Rick Gilmore, associate professor of psychology, answers:
"Sometimes it seems like children remember things adults do not, but in fact, adults have better memory if by better memory we mean the ability to remember more information, more accurately, and for longer periods of time.
James Collins
What's on your mind?
"Scientists actually divide up memory into different types depending on what is remembered and for how long. Memories for skills, like riding a bicycle, differ from those associated with facts, e.g., who was Napoleon. The brain appears to store these types of memories in different ways and probably in different circuits. Children's brains develop most rapidly in infancy, but continue to mature throughout childhood, with a notable burst in adolescence. This is one reason why children's memories differ from adults. Their brains are still changing rapidly. Adult brains change too, but not as quickly or dramatically.
"Perhaps more important for remembering information day in and day out are two memory-boosting skills common among adults but not young children: metamemory and source monitoring. Metamemory refers to our own awareness of what we know or remember and what we do not. Children, especially preschoolers, have very poor metamemory. They are often more confident about what they remember than they should be. Children also have to learn what most adults already know — memories are fallible. Adults use their knowledge about their own memory to compensate by repeating important information over and over again, writing things down, and by other strategies; children do not do so reliably. The second memory skill at which neurologically normal adults generally surpass children is source memory. Source memory refers to knowledge about the source of one's memory — where or from whom one learned a particular fact or event. Sometimes remembering where we learned a forgotten fact can help bring it back to mind, but this strategy works better for adults than for children, at least until children are well into school-age.
"Finally, the more you already know, the more you can remember. Memory capacity is finite, but our brains seem designed to put facts and skills together in meaningful ways. This gives old dogs, who have more experiences, a leg up, so to speak, on younger ones when it comes to remembering old tricks or facts. The new tricks? Well, everyone knows how the saying goes."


■ Task item
Scan the entries below line by line and state how many lines contain the string "Size", giving only the number.

Start of Data supplied

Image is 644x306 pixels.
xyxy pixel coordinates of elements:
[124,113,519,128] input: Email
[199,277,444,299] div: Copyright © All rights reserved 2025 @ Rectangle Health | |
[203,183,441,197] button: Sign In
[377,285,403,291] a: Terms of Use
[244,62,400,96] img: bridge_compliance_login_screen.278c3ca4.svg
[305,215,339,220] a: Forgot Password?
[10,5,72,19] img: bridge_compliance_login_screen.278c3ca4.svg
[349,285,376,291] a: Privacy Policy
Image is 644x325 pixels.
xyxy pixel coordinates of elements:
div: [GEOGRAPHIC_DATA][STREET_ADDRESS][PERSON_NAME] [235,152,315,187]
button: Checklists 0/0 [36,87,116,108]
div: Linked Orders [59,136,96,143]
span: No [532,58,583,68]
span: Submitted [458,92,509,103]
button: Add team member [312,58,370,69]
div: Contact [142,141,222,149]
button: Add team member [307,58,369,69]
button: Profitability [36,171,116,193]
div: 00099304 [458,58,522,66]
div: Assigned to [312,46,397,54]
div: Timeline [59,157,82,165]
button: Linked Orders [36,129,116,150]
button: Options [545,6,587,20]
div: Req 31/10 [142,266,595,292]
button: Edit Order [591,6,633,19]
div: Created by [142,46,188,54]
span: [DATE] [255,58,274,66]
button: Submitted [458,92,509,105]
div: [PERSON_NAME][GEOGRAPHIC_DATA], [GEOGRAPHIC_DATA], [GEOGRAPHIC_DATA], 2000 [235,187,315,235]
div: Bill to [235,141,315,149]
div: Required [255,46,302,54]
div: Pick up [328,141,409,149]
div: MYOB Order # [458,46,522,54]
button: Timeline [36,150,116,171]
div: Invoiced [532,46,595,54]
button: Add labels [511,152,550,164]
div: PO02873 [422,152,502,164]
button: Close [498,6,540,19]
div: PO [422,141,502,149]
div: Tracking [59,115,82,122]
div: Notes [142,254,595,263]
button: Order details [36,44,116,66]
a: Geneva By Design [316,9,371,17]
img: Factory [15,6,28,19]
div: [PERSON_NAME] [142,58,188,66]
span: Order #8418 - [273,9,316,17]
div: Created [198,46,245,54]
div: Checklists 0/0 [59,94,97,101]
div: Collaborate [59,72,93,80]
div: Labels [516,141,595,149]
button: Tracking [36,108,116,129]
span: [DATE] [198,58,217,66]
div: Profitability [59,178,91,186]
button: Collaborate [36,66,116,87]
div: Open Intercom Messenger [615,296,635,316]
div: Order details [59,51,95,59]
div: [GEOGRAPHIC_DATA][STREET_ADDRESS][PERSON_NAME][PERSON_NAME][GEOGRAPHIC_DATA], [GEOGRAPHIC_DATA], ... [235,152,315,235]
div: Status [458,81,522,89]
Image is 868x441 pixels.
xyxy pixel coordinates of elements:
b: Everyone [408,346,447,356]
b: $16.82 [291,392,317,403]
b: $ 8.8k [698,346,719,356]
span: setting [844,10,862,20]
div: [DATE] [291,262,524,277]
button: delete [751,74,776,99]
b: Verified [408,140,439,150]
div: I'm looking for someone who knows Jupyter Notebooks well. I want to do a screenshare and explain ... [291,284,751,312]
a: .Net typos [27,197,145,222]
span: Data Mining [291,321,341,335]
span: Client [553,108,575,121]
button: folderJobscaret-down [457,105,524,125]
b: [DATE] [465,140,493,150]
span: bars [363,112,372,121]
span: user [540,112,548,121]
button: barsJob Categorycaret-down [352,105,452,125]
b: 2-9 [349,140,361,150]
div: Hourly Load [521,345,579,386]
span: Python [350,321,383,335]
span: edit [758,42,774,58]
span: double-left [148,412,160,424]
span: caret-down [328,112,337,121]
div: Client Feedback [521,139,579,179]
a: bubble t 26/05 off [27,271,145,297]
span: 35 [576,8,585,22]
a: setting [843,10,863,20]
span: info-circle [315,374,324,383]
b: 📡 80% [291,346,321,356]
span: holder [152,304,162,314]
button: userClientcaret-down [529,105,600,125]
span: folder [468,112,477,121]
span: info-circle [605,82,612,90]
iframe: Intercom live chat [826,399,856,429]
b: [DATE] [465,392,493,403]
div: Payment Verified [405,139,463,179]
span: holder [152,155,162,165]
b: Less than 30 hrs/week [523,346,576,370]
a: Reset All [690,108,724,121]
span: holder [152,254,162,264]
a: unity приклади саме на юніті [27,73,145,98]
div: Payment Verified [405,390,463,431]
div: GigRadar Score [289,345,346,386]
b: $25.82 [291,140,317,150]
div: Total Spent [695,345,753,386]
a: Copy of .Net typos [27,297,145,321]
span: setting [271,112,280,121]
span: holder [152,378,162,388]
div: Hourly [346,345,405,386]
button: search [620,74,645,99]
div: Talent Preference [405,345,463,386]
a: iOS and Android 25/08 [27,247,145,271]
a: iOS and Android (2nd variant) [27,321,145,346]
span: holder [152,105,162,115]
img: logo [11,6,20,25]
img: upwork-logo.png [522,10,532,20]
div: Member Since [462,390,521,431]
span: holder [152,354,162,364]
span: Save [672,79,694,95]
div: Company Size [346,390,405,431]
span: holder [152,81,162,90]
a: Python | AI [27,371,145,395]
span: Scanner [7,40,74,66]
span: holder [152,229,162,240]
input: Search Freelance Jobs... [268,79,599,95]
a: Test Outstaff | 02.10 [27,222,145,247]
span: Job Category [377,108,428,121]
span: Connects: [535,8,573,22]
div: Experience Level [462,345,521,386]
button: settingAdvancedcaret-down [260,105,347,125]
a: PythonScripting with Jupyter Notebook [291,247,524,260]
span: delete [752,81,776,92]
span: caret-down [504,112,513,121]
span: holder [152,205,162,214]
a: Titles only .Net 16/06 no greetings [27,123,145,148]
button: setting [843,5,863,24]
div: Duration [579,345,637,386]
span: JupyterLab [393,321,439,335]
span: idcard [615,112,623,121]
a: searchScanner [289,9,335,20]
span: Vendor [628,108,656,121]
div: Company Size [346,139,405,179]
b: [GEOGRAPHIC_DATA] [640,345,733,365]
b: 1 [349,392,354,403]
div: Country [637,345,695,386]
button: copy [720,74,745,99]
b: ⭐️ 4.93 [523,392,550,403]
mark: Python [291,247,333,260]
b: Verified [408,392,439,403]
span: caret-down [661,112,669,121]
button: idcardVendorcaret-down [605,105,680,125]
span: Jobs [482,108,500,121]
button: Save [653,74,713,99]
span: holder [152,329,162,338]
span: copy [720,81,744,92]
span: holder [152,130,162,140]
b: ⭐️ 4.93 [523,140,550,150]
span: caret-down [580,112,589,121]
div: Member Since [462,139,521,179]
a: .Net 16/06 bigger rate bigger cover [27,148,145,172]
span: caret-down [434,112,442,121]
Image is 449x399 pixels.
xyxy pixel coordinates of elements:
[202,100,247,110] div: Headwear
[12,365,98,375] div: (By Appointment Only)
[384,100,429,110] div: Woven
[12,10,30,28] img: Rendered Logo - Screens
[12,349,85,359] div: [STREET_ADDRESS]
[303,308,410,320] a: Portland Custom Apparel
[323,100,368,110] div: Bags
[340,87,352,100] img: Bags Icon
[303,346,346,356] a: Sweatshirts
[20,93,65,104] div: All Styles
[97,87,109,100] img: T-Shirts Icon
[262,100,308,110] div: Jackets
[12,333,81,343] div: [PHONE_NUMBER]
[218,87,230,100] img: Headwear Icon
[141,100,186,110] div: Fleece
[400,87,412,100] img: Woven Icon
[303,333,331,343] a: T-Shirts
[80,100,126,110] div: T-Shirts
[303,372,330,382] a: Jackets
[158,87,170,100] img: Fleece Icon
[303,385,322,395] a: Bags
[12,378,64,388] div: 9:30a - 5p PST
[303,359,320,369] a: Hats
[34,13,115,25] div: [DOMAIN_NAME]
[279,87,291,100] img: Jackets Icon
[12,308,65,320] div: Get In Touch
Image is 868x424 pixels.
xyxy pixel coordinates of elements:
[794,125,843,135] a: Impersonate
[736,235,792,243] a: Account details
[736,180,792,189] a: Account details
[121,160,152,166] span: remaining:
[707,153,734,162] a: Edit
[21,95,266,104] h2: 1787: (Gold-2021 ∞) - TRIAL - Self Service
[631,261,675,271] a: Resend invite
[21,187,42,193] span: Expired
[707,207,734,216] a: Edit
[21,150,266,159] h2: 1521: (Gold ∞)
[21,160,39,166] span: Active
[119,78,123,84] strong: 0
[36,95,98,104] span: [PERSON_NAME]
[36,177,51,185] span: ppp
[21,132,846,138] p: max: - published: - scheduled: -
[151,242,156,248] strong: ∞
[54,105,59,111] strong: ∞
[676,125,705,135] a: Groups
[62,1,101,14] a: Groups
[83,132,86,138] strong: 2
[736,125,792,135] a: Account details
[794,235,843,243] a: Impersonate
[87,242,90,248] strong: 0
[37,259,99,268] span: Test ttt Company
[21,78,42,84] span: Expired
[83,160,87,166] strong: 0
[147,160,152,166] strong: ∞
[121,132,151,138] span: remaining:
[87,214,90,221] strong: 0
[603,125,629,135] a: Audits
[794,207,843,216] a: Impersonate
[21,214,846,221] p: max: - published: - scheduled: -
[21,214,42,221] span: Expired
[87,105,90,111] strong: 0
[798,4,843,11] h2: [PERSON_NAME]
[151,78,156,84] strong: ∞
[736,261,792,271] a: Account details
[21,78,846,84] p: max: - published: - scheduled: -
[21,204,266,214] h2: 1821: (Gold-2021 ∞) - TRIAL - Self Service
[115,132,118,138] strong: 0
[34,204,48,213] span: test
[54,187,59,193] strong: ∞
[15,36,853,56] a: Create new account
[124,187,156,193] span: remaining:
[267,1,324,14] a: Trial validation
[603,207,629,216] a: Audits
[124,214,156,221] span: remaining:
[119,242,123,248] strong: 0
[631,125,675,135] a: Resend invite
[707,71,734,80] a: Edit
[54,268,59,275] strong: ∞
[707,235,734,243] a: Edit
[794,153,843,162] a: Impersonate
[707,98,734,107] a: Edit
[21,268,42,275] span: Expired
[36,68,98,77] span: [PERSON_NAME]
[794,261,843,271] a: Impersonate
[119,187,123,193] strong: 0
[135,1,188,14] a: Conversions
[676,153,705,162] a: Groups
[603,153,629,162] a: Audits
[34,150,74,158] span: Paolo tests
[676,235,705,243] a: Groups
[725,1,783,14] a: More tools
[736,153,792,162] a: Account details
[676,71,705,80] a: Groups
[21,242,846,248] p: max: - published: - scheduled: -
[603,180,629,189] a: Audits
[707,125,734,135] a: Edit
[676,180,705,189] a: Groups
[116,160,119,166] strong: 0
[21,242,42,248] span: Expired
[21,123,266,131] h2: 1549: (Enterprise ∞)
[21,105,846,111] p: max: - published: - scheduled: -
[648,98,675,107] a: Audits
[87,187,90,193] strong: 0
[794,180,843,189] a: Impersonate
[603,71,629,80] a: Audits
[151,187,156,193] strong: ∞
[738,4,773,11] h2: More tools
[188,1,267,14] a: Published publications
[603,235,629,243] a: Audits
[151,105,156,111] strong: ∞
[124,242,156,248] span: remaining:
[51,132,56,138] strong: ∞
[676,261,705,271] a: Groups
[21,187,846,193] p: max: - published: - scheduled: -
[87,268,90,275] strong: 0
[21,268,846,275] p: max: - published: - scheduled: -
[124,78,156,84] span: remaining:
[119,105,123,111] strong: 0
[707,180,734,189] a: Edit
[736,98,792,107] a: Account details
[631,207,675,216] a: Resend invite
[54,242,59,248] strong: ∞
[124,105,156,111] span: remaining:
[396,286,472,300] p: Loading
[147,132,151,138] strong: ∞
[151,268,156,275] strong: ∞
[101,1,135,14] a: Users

End of Data supplied

■ Result for this task
2